Mixing equipment: Industrial compounding typically uses Banbury-type internal mixers followed by mills/calenders; this is standard practice described in ASTM D3182.
Shaping and Vulcanization
- Shaping: After mixing, compounds are extruded (profiles, hose), calendered (sheet, fabric-rubber), or molded (compression, transfer, injection). (Process selection sets dimensional control and cure cycle.)
- Vulcanization (curing): Heat and pressure activate the cure system to form crosslinks that transform a sticky compound into an elastic, durable material—improving tensile strength, set, and heat/chemical resistance. Historically, heating rubber with sulfur is the classic method.
- Process history: The modern industry grew from Goodyear’s 1844 patent for vulcanized rubber.
How Finished Rubber Is Tested (Standards to Know)
- Mixing & specimen prep: ASTM D3182 covers materials/equipment/procedures for mixing standard compounds and preparing vulcanized sheets—useful to compare formulations consistently.
- Tensile properties: ASTM D412 measures tensile strength, elongation, and modulus of vulcanized rubber and TPEs.
- Hardness: ASTM D2240 (durometer) and ISO 48-4 (IRHD/Shore) define indentation hardness methods; 70 Shore A is a common general-purpose hardness for seals.
Table 1 — Ingredients & Their Roles (summary)
Ingredient group | Typical examples | Primary purpose |
---|---|---|
Curatives | Sulfur, peroxides | Build crosslinks; set heat/chemical profile. |
Accelerators/activators | TBBS, CBS; ZnO, stearic acid | Control cure rate/structure; activate sulfur. |
Fillers (reinforcing) | Carbon black, silica + silane | Strength, abrasion, hysteresis control. |
Process oils/resins | Naphthenic/paraffinic oils, tack resins | Processability, low-temp behavior. |
Antidegradants | Aminic/phenolic antioxidants, PPD antiozonants | Resist oxidation/ozone cracking. |
Caption: Functional groups shown; exact chemistries vary by polymer family and service environment.
Table 2 — Use-Cases with Pros/Cons
Process route | Typical products | Advantages | Watch-outs |
---|---|---|---|
NR latex → concentrate/dipping | Gloves, thread, foam, adhesives | High green-strength films; efficient dipping | Preservation/protein management; microbial control. |
NR TSR/SMR → compounding | Tires, belts, mounts | Strong fatigue/abrasion; bulk supply | Batch variability: manage Mooney/PRI windows. |
Synthetic (SBR/NBR/EPDM) → compounding | Hose, seals, wire/cable | Tailored resistance (oil, weather, steam) | Cure/package must match media & temperature. |
FAQ
- What are the main steps to make rubber?
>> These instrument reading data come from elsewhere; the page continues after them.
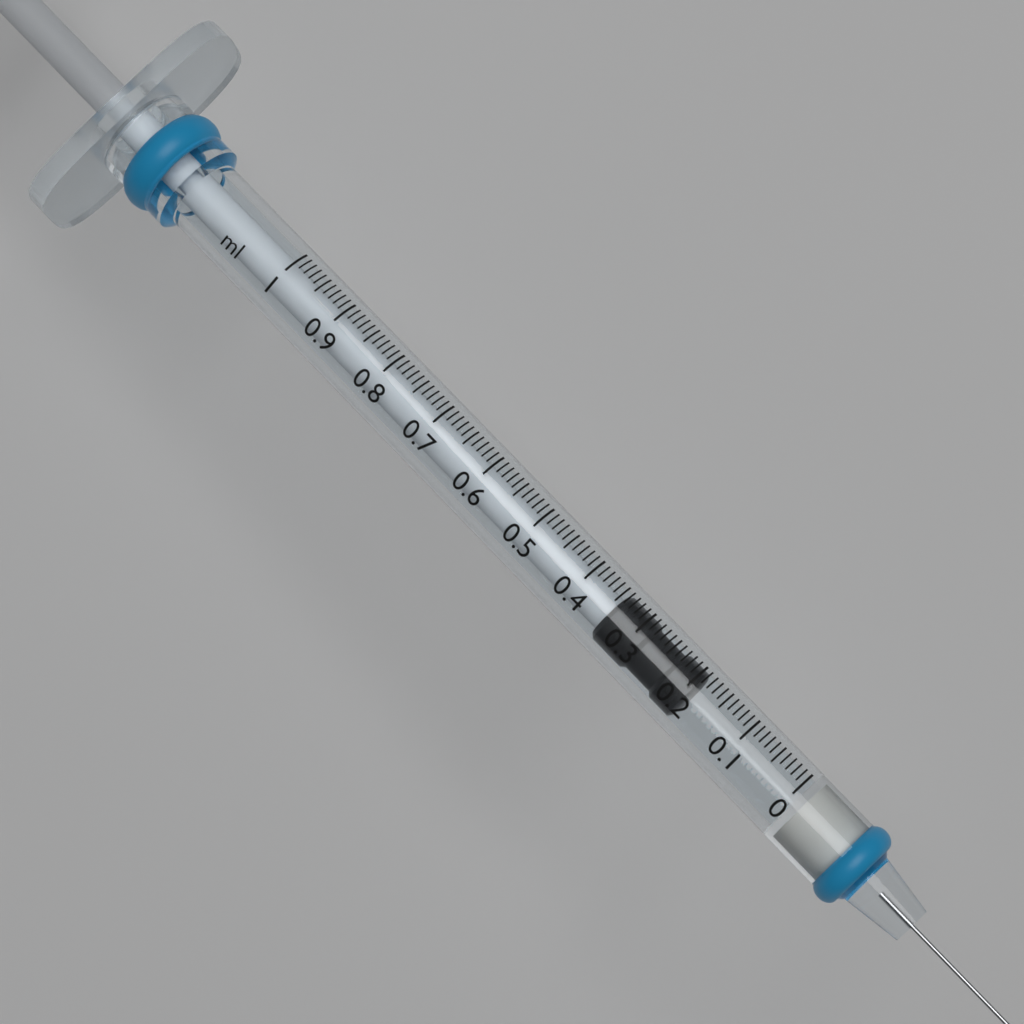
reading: 0.19 ml
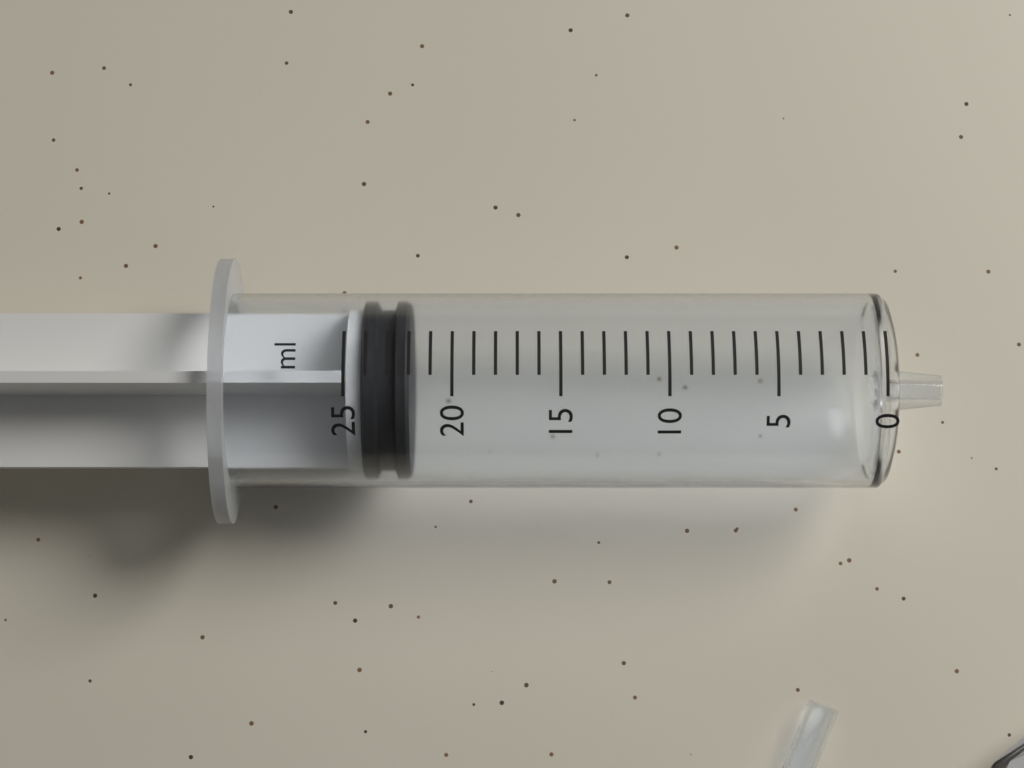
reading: 22 ml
Obtain polymer (natural or synthetic), compound with chemicals, shape (extrude/mold), vulcanize, then test.
- How is natural rubber processed from trees? Latex is preserved, coagulated, rolled/dried into sheets or graded as TSR blocks; latex can also be concentrated for dipping.
- How is synthetic rubber made? Monomers (e.g., butadiene, styrene, acrylonitrile) are polymerized into elastomers then compounded and cured.
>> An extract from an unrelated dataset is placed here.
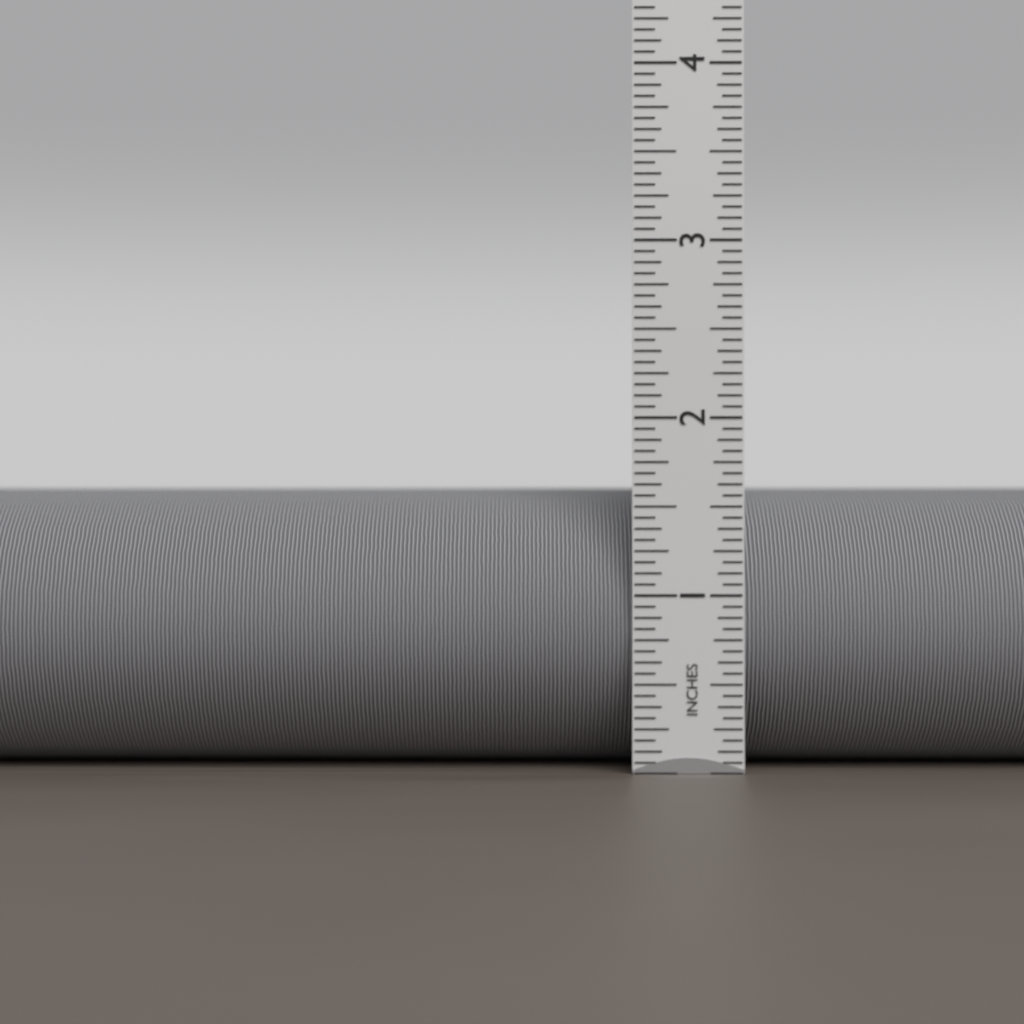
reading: 1.6250 in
- What is vulcanization? A heat-activated chemical process (often sulfur) that creates crosslinks, improving strength and elasticity; widely adopted after 1844.
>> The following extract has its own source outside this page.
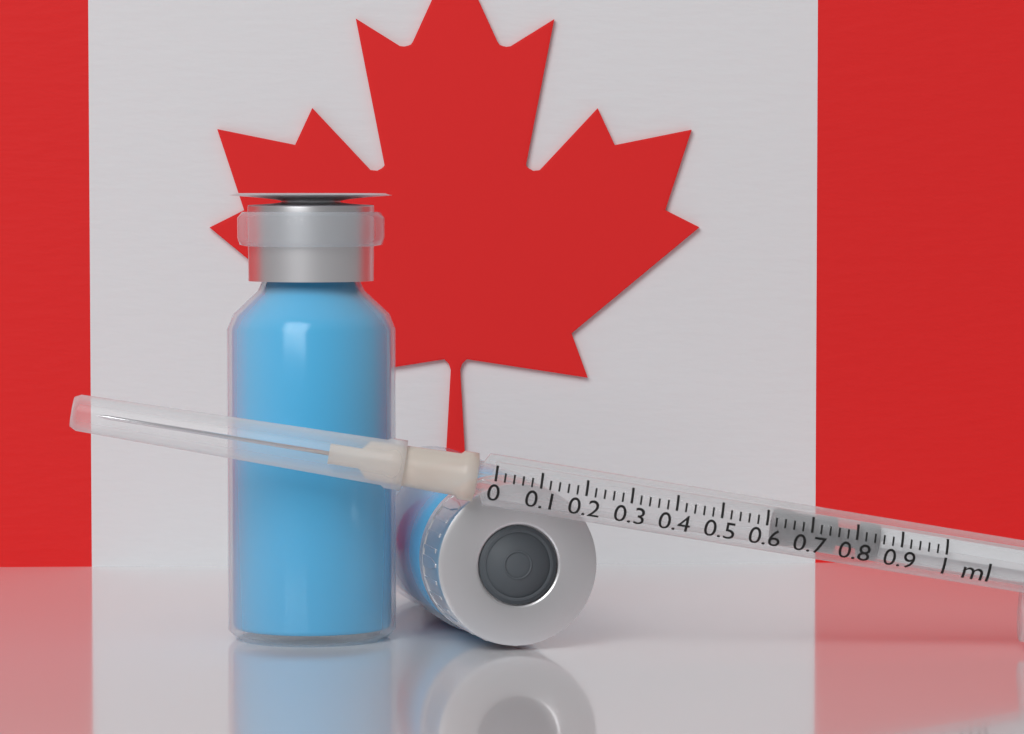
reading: 0.62 ml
- Why add zinc oxide and stearic acid? They activate sulfur cures and, with accelerators, control crosslink formation.
- How are properties measured? Tensile by ASTM D412; hardness by ASTM D2240 / ISO 48-4; mixing & sheet prep per ASTM D3182.
- What equipment mixes rubber? Banbury/internal mixers and mills/calenders, then extrusion or molding.
- What goes on a rubber COA? Base polymer/grade and key test results (e.g., D412 tensile, D2240 hardness; for NR TSR: dirt/ash/N/VM, Po/PRI, Mooney).